CyberPulse Daily | #1 Trusted Source for Cybersecurity News
Trusted by 2.8M+ security professionals
← Back to Homepage

Microsoft Introduces AI-Powered Threat Hunting in Defender for Endpoint

Microsoft has launched an AI-powered autonomous threat hunting capability in Microsoft Defender for Endpoint that continuously analyzes endpoint telemetry data using advanced machine learning models to proactively identify and respond to sophisticated attacks without requiring human analyst intervention.

The new feature, called "Defender AutoHunt," uses a specialized large language model trained on Microsoft's threat intelligence data spanning over 78 trillion signals processed daily. The AI system can formulate and execute complex hunting queries, correlate seemingly unrelated events, and identify attack patterns that would typically require senior threat hunters to detect.

In controlled testing across Microsoft's customer base, AutoHunt identified 34% more true positive threats than traditional rule-based detection systems, while reducing false positives by 62%. The average time from initial compromise to detection was reduced from 287 hours to 4.2 hours.

The system operates with configurable autonomy levels: in "assisted" mode, it presents findings to human analysts for review; in "semi-autonomous" mode, it can isolate compromised endpoints and block malicious processes; in "fully autonomous" mode, it can execute complete incident response playbooks.

The feature is available to all Microsoft Defender for Endpoint P2 subscribers at no additional cost. Competitors including CrowdStrike, SentinelOne, and Palo Alto Networks have announced similar AI-driven hunting capabilities in their product roadmaps.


WHAT YOU NEED TO DO — Exclude images, then output the remaining data verbatim.

PROVIDED RECORDS —
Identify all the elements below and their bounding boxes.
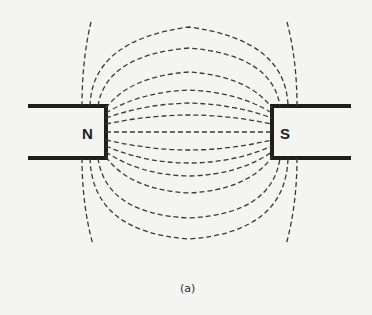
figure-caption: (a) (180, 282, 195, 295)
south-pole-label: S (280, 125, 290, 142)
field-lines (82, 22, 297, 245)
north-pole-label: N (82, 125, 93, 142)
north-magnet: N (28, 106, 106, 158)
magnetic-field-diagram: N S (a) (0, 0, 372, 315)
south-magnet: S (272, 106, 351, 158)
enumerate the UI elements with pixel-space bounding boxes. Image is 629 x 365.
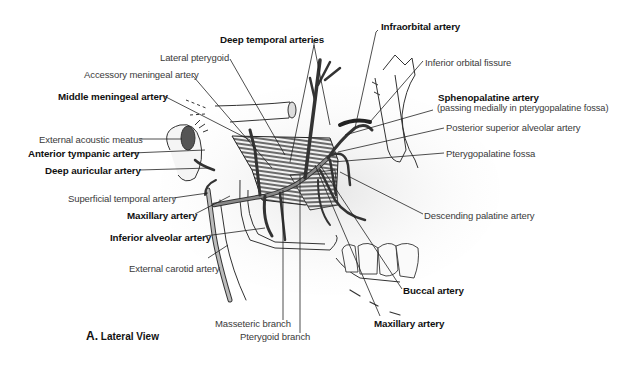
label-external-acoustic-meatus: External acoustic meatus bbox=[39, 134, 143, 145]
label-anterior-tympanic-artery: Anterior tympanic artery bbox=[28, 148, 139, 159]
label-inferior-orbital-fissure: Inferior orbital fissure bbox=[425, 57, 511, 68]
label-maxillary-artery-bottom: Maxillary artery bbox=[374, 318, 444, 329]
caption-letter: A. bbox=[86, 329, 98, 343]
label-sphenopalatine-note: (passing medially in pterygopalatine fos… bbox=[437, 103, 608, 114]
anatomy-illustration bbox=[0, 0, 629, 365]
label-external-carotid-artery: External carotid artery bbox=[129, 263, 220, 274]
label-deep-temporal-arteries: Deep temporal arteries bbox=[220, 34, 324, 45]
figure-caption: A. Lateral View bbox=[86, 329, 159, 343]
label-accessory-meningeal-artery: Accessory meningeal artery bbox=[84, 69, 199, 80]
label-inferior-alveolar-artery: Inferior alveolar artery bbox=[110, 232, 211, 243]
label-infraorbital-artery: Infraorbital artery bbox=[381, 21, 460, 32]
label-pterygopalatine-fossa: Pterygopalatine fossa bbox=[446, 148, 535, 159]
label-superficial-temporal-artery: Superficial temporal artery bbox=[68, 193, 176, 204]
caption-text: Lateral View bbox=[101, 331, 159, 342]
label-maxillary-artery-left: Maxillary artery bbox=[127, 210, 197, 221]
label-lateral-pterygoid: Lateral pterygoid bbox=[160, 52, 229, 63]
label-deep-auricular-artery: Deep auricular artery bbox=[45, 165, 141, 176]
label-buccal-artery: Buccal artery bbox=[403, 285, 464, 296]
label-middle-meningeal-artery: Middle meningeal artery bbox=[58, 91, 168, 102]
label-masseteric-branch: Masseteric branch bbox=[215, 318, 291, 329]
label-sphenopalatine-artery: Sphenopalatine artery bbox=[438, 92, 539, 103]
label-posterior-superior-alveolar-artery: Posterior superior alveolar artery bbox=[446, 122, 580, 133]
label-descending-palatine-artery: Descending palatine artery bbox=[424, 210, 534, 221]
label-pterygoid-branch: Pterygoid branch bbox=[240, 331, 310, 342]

SOLUTION FOR THIS TASK —
Identify all the elements below and their bounding boxes.
figure-caption: (a) (180, 282, 195, 295)
south-pole-label: S (280, 125, 290, 142)
field-lines (82, 22, 297, 245)
north-pole-label: N (82, 125, 93, 142)
north-magnet: N (28, 106, 106, 158)
magnetic-field-diagram: N S (a) (0, 0, 372, 315)
south-magnet: S (272, 106, 351, 158)
enumerate the UI elements with pixel-space bounding boxes. Image is 629 x 365.
label-external-acoustic-meatus: External acoustic meatus bbox=[39, 134, 143, 145]
label-anterior-tympanic-artery: Anterior tympanic artery bbox=[28, 148, 139, 159]
label-inferior-orbital-fissure: Inferior orbital fissure bbox=[425, 57, 511, 68]
label-maxillary-artery-bottom: Maxillary artery bbox=[374, 318, 444, 329]
caption-letter: A. bbox=[86, 329, 98, 343]
label-sphenopalatine-note: (passing medially in pterygopalatine fos… bbox=[437, 103, 608, 114]
anatomy-illustration bbox=[0, 0, 629, 365]
label-external-carotid-artery: External carotid artery bbox=[129, 263, 220, 274]
label-deep-temporal-arteries: Deep temporal arteries bbox=[220, 34, 324, 45]
figure-caption: A. Lateral View bbox=[86, 329, 159, 343]
label-accessory-meningeal-artery: Accessory meningeal artery bbox=[84, 69, 199, 80]
label-inferior-alveolar-artery: Inferior alveolar artery bbox=[110, 232, 211, 243]
label-infraorbital-artery: Infraorbital artery bbox=[381, 21, 460, 32]
label-pterygopalatine-fossa: Pterygopalatine fossa bbox=[446, 148, 535, 159]
label-superficial-temporal-artery: Superficial temporal artery bbox=[68, 193, 176, 204]
caption-text: Lateral View bbox=[101, 331, 159, 342]
label-maxillary-artery-left: Maxillary artery bbox=[127, 210, 197, 221]
label-lateral-pterygoid: Lateral pterygoid bbox=[160, 52, 229, 63]
label-deep-auricular-artery: Deep auricular artery bbox=[45, 165, 141, 176]
label-buccal-artery: Buccal artery bbox=[403, 285, 464, 296]
label-middle-meningeal-artery: Middle meningeal artery bbox=[58, 91, 168, 102]
label-masseteric-branch: Masseteric branch bbox=[215, 318, 291, 329]
label-sphenopalatine-artery: Sphenopalatine artery bbox=[438, 92, 539, 103]
label-posterior-superior-alveolar-artery: Posterior superior alveolar artery bbox=[446, 122, 580, 133]
label-descending-palatine-artery: Descending palatine artery bbox=[424, 210, 534, 221]
label-pterygoid-branch: Pterygoid branch bbox=[240, 331, 310, 342]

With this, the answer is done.